Katie Swain

B.A. in English, Minor in Educational Studies 2008
School of Education

September 1, 2008

Interest in Education, Art, and Languages Encouraged Community Engagement in California and Costa Rica

Katie Swain began taking her first sure steps towards a career in education as a senior in high school at Valley Christian High School in Cerritos, California. As an alternative to the traditional Senior T.A. positions offered at Valley Christian, Katie opted to work for one period a day in a 1st grade classroom at the high school’s affiliated elementary school campus. The few months that she spent working in that classroom provided her not only with the endless supply of anecdotes one would expect from being surrounded by the imaginative minds of five and six year olds on a daily basis, but also with a passion for teaching that she will carry with her into her professional career as an elementary school teacher. Since this first experience guiding and teaching groups of children she has sought to diversify her experiences within this interest by working with children daily as a Recreation Leader for the City of Cerritos. She accepted a position as a Recreation Leader in June of 2005 and has over the past three years planned and executed countless activity nights, after-school programs and summer day camps for children ages three to eighteen.

Katie received her B.A. in English from UC Irvine in 2008 and completed minors in Art History and Education. Following her experiences working in a 1st grade classroom in high school along with her lifelong interest in teaching, she began attending meetings for the Teachers of Tomorrow (TOT) Club at UC Irvine during her freshmen year in order to learn about the steps needed to become an elementary school teacher. She attributes much of her preparation for entering a Masters and Credential program to the knowledge she gained by attending T.O.T. meetings.
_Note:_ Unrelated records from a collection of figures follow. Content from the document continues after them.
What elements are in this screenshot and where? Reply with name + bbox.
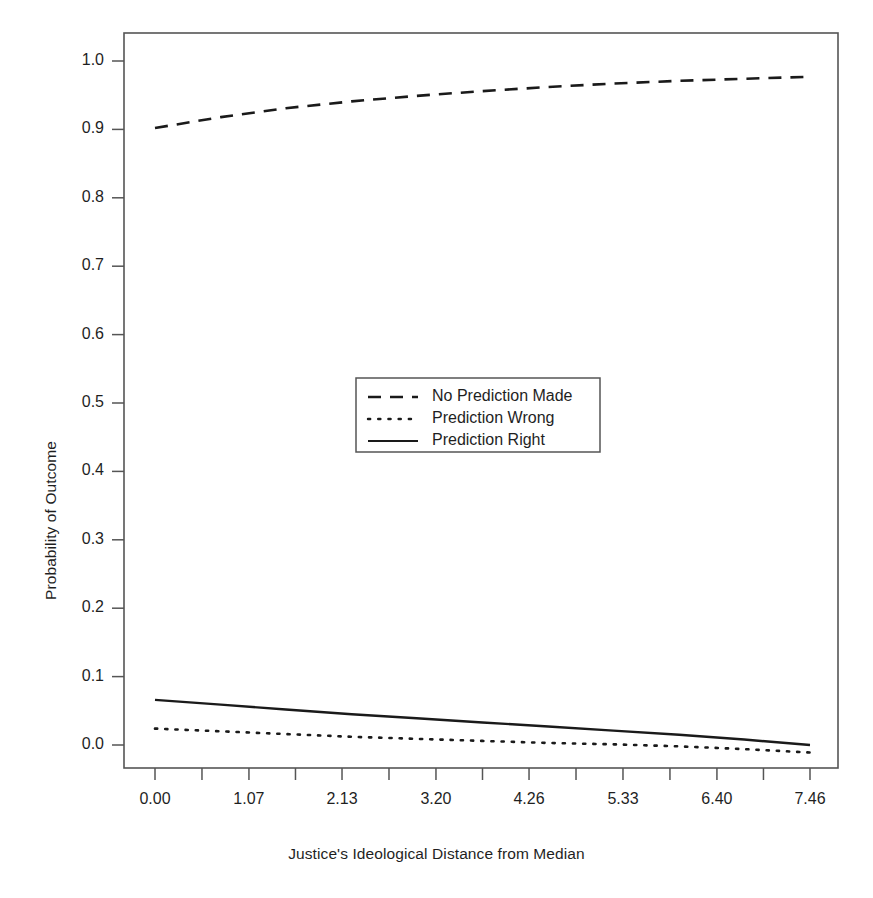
x-tick-label: 5.33: [588, 790, 658, 808]
chart-figure: Justice's Ideological Distance from Medi…: [0, 0, 873, 898]
legend-item-label: No Prediction Made: [432, 387, 573, 405]
legend-item-label: Prediction Wrong: [432, 409, 554, 427]
y-tick-label: 0.4: [44, 461, 104, 479]
y-tick-label: 0.1: [44, 667, 104, 685]
y-tick-label: 0.9: [44, 119, 104, 137]
x-tick-label: 6.40: [682, 790, 752, 808]
x-tick-label: 0.00: [120, 790, 190, 808]
series-line-2: [155, 729, 810, 753]
y-axis-ticks: [112, 61, 124, 745]
x-tick-label: 7.46: [775, 790, 845, 808]
x-tick-label: 3.20: [401, 790, 471, 808]
x-tick-label: 2.13: [307, 790, 377, 808]
x-tick-label: 1.07: [214, 790, 284, 808]
x-axis-ticks: [155, 768, 810, 780]
x-axis-title: Justice's Ideological Distance from Medi…: [0, 845, 873, 863]
y-tick-label: 0.7: [44, 256, 104, 274]
series-line-3: [155, 700, 810, 745]
y-tick-label: 0.3: [44, 530, 104, 548]
y-tick-label: 0.2: [44, 598, 104, 616]
y-tick-label: 0.0: [44, 735, 104, 753]
y-tick-label: 0.5: [44, 393, 104, 411]
x-tick-label: 4.26: [494, 790, 564, 808]
legend-item-label: Prediction Right: [432, 431, 545, 449]
y-tick-label: 0.6: [44, 325, 104, 343]
y-tick-label: 1.0: [44, 51, 104, 69]
y-tick-label: 0.8: [44, 188, 104, 206]
series-line-1: [155, 77, 810, 128]
plot-area: [0, 0, 873, 898]
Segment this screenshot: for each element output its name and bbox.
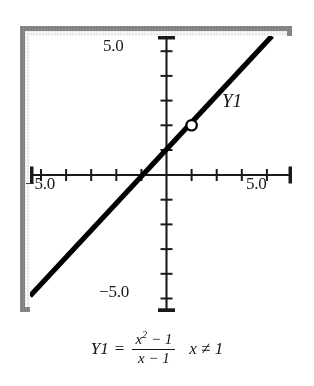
figure-caption: Y1 = x2 − 1 x − 1 x ≠ 1 — [0, 330, 314, 367]
equation-equals-sign: = — [114, 339, 126, 359]
x-axis-label-max: 5.0 — [246, 174, 267, 194]
numerator-exponent: 2 — [142, 329, 147, 340]
equation-condition: x ≠ 1 — [189, 339, 223, 359]
graph-figure: Y1 5.0 −5.0 −5.0 5.0 Y1 = x2 − 1 x − 1 x… — [0, 0, 314, 386]
plot-frame: Y1 — [20, 26, 292, 312]
hole-open-circle — [186, 120, 196, 130]
numerator-rest: − 1 — [151, 331, 172, 347]
equation: Y1 = x2 − 1 x − 1 x ≠ 1 — [91, 330, 223, 367]
curve-y1 — [30, 36, 272, 296]
equation-fraction: x2 − 1 x − 1 — [132, 330, 175, 367]
fraction-numerator: x2 − 1 — [132, 330, 175, 349]
curve-line — [30, 36, 272, 296]
y-axis-label-min: −5.0 — [99, 282, 129, 302]
x-axis-label-min: −5.0 — [25, 174, 55, 194]
curve-label: Y1 — [222, 90, 242, 112]
equation-lhs: Y1 — [91, 339, 109, 359]
fraction-denominator: x − 1 — [135, 350, 173, 367]
y-axis-label-max: 5.0 — [103, 36, 124, 56]
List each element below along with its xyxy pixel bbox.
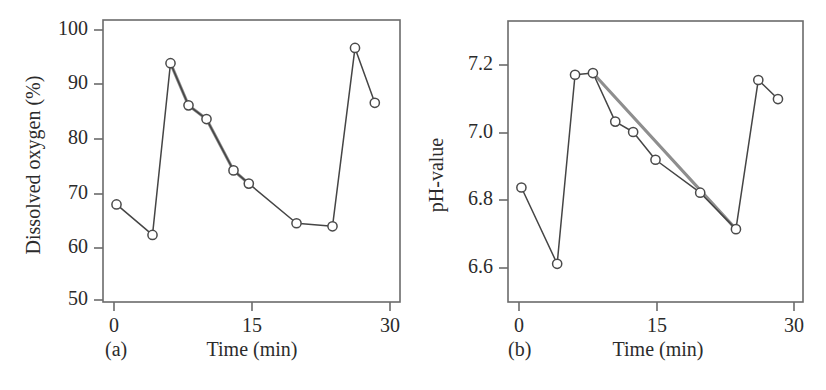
data-polyline [521, 73, 778, 264]
data-point-marker [244, 179, 253, 188]
panel-b-data-line [521, 73, 778, 264]
data-point-marker [651, 155, 660, 164]
data-point-marker [112, 200, 121, 209]
panel-b-data-markers [517, 68, 783, 268]
panel-a-axes [94, 20, 400, 311]
y-tick-label: 100 [58, 17, 88, 39]
panel-a-x-axis-title: Time (min) [207, 338, 298, 361]
data-point-marker [328, 222, 337, 231]
data-point-marker [754, 75, 763, 84]
data-point-marker [611, 117, 620, 126]
x-tick-label: 15 [647, 314, 667, 336]
x-tick-label: 0 [109, 314, 119, 336]
panel-b-trend-line [593, 73, 736, 229]
panel-b: 015307.27.06.86.6 Time (min) (b) pH-valu… [413, 0, 826, 390]
y-tick-label: 50 [68, 287, 88, 309]
panel-a-plot: 015301009080706050 Time (min) (a) Dissol… [0, 0, 413, 390]
data-point-marker [350, 43, 359, 52]
y-tick-label: 7.0 [468, 120, 493, 142]
x-tick-label: 15 [242, 314, 262, 336]
data-point-marker [166, 59, 175, 68]
panel-b-x-axis-title: Time (min) [613, 338, 704, 361]
data-point-marker [229, 166, 238, 175]
data-point-marker [148, 230, 157, 239]
x-tick-label: 30 [784, 314, 804, 336]
panel-a-tick-labels: 015301009080706050 [58, 17, 400, 336]
x-tick-label: 30 [380, 314, 400, 336]
data-point-marker [517, 183, 526, 192]
data-point-marker [202, 114, 211, 123]
panel-a-data-markers [112, 43, 380, 239]
data-point-marker [570, 70, 579, 79]
figure-root: 015301009080706050 Time (min) (a) Dissol… [0, 0, 826, 390]
panel-a-tag: (a) [105, 338, 127, 361]
data-point-marker [696, 188, 705, 197]
plot-frame [103, 20, 400, 302]
data-point-marker [184, 101, 193, 110]
panel-b-axes [499, 21, 803, 311]
data-point-marker [773, 94, 782, 103]
panel-b-tag: (b) [508, 338, 531, 361]
panel-a-y-axis-title: Dissolved oxygen (%) [22, 76, 45, 255]
panel-b-tick-labels: 015307.27.06.86.6 [468, 52, 804, 336]
trend-polyline [593, 73, 736, 229]
y-tick-label: 70 [68, 181, 88, 203]
panel-b-plot: 015307.27.06.86.6 Time (min) (b) pH-valu… [413, 0, 826, 390]
data-point-marker [553, 259, 562, 268]
data-point-marker [588, 68, 597, 77]
panel-a: 015301009080706050 Time (min) (a) Dissol… [0, 0, 413, 390]
data-point-marker [731, 225, 740, 234]
panel-a-data-line [117, 48, 375, 235]
data-point-marker [629, 127, 638, 136]
x-tick-label: 0 [514, 314, 524, 336]
y-tick-label: 6.8 [468, 187, 493, 209]
y-tick-label: 60 [68, 235, 88, 257]
data-polyline [117, 48, 375, 235]
y-tick-label: 7.2 [468, 52, 493, 74]
data-point-marker [292, 219, 301, 228]
y-tick-label: 80 [68, 126, 88, 148]
data-point-marker [370, 98, 379, 107]
panel-b-y-axis-title: pH-value [425, 138, 448, 213]
y-tick-label: 6.6 [468, 255, 493, 277]
y-tick-label: 90 [68, 71, 88, 93]
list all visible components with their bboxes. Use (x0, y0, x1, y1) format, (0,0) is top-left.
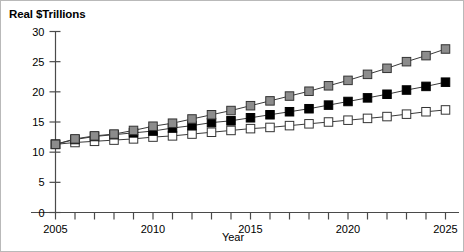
data-point-marker (402, 110, 411, 119)
series-low (51, 106, 450, 149)
data-point-marker (402, 57, 411, 66)
data-point-marker (266, 111, 275, 120)
data-point-marker (71, 135, 80, 144)
data-point-marker (441, 78, 450, 87)
data-point-marker (266, 97, 275, 106)
y-tick-label: 25 (32, 56, 44, 68)
data-point-marker (285, 92, 294, 101)
data-point-marker (402, 86, 411, 95)
data-point-marker (129, 126, 138, 135)
data-point-marker (207, 111, 216, 120)
y-tick-label: 30 (32, 26, 44, 38)
chart-figure: Real $Trillions 051015202530200520102015… (0, 0, 464, 252)
data-point-marker (324, 101, 333, 110)
data-point-marker (90, 132, 99, 141)
data-point-marker (422, 51, 431, 60)
data-point-marker (344, 76, 353, 85)
data-point-marker (305, 104, 314, 113)
chart-plot-area: 05101520253020052010201520202025 (1, 1, 464, 252)
data-point-marker (324, 82, 333, 91)
y-tick-label: 20 (32, 86, 44, 98)
data-point-marker (246, 101, 255, 110)
data-point-marker (246, 114, 255, 123)
data-point-marker (188, 130, 197, 139)
data-point-marker (149, 122, 158, 131)
data-point-marker (285, 121, 294, 129)
data-point-marker (266, 123, 275, 131)
data-point-marker (51, 140, 60, 149)
data-point-marker (383, 64, 392, 73)
data-point-marker (227, 117, 236, 126)
data-point-marker (324, 118, 333, 127)
data-point-marker (344, 97, 353, 106)
data-point-marker (363, 114, 372, 123)
data-point-marker (246, 124, 255, 133)
data-point-marker (441, 106, 450, 115)
y-tick-label: 10 (32, 146, 44, 158)
data-point-marker (207, 128, 216, 137)
data-point-marker (207, 118, 216, 127)
data-point-marker (383, 90, 392, 99)
data-point-marker (168, 119, 177, 128)
data-point-marker (227, 106, 236, 115)
data-point-marker (285, 107, 294, 116)
data-point-marker (383, 112, 392, 121)
data-point-marker (363, 70, 372, 79)
data-point-marker (188, 115, 197, 124)
data-point-marker (441, 45, 450, 54)
data-point-marker (305, 87, 314, 96)
data-point-marker (110, 130, 119, 139)
data-point-marker (422, 82, 431, 91)
data-point-marker (422, 107, 431, 116)
y-tick-label: 15 (32, 116, 44, 128)
y-tick-label: 0 (38, 207, 44, 219)
x-axis-title: Year (1, 231, 464, 243)
data-point-marker (227, 126, 236, 135)
data-point-marker (168, 132, 177, 141)
data-point-marker (305, 120, 314, 129)
data-point-marker (344, 116, 353, 125)
y-tick-label: 5 (38, 176, 44, 188)
data-point-marker (363, 94, 372, 103)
Through the Teachers of Tomorrow Club she discovered the Minor in Educational Studies at UC Irvine, which in turn led her to begin working with students in an after school program named THINK Together. She was placed in a school in Santa Ana, which was and is constituted in large part by English Language Learners whose native language is Spanish. She immediately became invested in the program, fueled by her interest in the way language is manipulated in everything from literature to daily conversation, an interest she developed through the course of her study in English and Journalism as well as in French, Italian, Spanish, and South-Asian Comparative Literature courses.

While Katie is a monolingual English speaker, she has been working over the last few years to acquire a greater proficiency in Spanish with the end-goal of ultimately becoming fluent. During a two week field study in Costa Rica, which she completed between her junior and senior years of high school, Katie had the opportunity to participate in a home-stay program with a family of five, a mother and her four children, ages two, eleven, fifteen and nineteen. As she worked to learn and communicate in Spanish, her host family worked to learn and communicate in English. A comfortable atmosphere of mutual or communal learning developed in which miscues became bonding moments between all of the students of language as both languages were affirmed and celebrated in the collaborative effort to aide and support one-another’s language acquisition.
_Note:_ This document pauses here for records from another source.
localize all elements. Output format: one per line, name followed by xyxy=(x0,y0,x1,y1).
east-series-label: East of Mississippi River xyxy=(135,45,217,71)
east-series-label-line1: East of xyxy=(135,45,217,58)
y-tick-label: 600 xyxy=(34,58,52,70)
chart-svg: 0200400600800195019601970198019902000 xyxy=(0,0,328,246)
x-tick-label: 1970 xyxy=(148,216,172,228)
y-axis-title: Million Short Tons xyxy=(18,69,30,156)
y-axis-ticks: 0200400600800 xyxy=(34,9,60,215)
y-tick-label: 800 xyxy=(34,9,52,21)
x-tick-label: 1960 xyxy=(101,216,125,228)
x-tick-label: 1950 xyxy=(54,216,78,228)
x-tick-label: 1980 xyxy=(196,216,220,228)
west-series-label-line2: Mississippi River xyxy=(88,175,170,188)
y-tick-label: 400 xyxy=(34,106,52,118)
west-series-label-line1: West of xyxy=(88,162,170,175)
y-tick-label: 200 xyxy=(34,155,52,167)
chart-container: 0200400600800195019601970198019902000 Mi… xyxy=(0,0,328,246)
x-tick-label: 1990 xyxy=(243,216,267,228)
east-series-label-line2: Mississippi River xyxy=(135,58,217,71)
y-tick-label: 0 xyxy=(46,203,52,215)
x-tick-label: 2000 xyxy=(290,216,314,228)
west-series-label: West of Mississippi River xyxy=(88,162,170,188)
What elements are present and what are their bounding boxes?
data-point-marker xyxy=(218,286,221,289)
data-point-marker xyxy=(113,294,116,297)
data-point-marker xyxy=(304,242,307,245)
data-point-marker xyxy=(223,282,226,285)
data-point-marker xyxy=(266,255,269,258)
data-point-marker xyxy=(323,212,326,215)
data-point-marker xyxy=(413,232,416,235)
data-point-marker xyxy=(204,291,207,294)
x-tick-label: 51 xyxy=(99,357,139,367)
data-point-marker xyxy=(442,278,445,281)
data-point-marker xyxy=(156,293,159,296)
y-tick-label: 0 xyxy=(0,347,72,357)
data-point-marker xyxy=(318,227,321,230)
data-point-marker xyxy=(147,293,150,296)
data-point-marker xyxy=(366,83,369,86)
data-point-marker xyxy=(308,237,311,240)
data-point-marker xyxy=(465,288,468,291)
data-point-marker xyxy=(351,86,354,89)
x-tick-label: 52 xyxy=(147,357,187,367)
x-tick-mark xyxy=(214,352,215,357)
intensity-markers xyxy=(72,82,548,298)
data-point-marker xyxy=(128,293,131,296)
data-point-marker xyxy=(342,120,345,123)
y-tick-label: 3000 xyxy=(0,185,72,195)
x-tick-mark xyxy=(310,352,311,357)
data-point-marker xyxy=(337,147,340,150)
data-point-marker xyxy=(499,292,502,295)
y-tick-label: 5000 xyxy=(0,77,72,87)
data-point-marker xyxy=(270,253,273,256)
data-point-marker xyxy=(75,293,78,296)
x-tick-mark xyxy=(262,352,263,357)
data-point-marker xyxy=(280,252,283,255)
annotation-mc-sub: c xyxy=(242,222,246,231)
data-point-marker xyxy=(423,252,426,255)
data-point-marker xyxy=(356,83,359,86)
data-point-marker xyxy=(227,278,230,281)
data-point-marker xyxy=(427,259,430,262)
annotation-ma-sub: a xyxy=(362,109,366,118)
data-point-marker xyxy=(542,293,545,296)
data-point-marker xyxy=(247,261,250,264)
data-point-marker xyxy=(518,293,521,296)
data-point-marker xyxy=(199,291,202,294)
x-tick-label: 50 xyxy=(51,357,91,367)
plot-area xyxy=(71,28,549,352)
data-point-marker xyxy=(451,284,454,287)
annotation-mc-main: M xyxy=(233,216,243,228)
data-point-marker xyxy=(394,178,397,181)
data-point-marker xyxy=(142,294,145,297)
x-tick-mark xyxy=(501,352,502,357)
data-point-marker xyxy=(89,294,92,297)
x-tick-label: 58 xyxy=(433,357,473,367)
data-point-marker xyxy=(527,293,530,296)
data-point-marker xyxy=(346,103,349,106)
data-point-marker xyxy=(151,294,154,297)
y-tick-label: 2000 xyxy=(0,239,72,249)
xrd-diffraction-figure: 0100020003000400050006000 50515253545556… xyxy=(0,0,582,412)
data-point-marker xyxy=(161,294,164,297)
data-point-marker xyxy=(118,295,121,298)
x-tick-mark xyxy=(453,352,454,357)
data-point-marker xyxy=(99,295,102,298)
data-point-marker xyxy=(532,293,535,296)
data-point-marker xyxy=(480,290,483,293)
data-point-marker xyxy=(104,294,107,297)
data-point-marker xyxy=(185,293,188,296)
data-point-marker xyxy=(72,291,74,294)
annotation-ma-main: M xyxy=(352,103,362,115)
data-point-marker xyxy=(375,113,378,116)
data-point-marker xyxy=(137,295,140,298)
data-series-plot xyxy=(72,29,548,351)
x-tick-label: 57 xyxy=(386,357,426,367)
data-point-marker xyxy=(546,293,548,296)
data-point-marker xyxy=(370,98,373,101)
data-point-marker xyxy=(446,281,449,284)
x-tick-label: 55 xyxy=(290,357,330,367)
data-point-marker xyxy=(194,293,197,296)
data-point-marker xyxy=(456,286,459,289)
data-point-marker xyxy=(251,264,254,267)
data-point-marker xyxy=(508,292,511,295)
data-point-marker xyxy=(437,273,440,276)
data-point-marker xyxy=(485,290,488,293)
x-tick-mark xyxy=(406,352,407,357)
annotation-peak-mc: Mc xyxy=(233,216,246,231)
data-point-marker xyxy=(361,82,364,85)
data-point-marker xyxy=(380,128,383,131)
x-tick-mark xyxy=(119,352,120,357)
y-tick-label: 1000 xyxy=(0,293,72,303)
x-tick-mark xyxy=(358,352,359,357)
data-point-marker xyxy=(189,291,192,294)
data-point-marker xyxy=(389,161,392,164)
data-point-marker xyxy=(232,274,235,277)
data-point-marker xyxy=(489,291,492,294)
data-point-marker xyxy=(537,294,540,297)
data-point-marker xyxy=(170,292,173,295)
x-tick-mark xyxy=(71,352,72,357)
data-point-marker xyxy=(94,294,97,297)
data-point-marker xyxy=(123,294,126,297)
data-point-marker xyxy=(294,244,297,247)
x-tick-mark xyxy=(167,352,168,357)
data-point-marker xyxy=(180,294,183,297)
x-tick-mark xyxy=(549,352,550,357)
Katie is currently in her first year in the Developmental Teacher Education program at the University of California, Berkeley where she is working towards a Masters of Arts Degree in Education along with a Multiple-Subjects Teaching Credential. As a first year student she has not yet begun focusing the topic of her M.A. paper although her interests are presently directing her towards a concentration on effective means of implementing arts integration activities into classrooms as tools to improve student literacy. Her interests are particularly in regards to the effectiveness of these tools in both the primary grades as well as in scaffolding language acquisition in English Language Learners and in students placed in dual-immersion classrooms.

Currently, Katie is working as a Student Teacher in Oakland, California in an Art class in which she interacts with students who span the elementary school years, from kindergarten through fifth grade. Three of the classes she works with are bilingual Spanish classes. Art is used at the school as an opportunity for students in bilingual Spanish classes to access English through tangible means as they practice their oral development by discussing their art and the processes and materials needed to create art by means of both Spanish and English discourse. The experiences Katie is having within this classroom are acting as practical foundations for the research that she will be pursuing over the next two years and further into her professional career.

Katie is excited to continue forward in her education and is greatly anticipating the opportunity to begin developing her interests within her own classroom. Zot!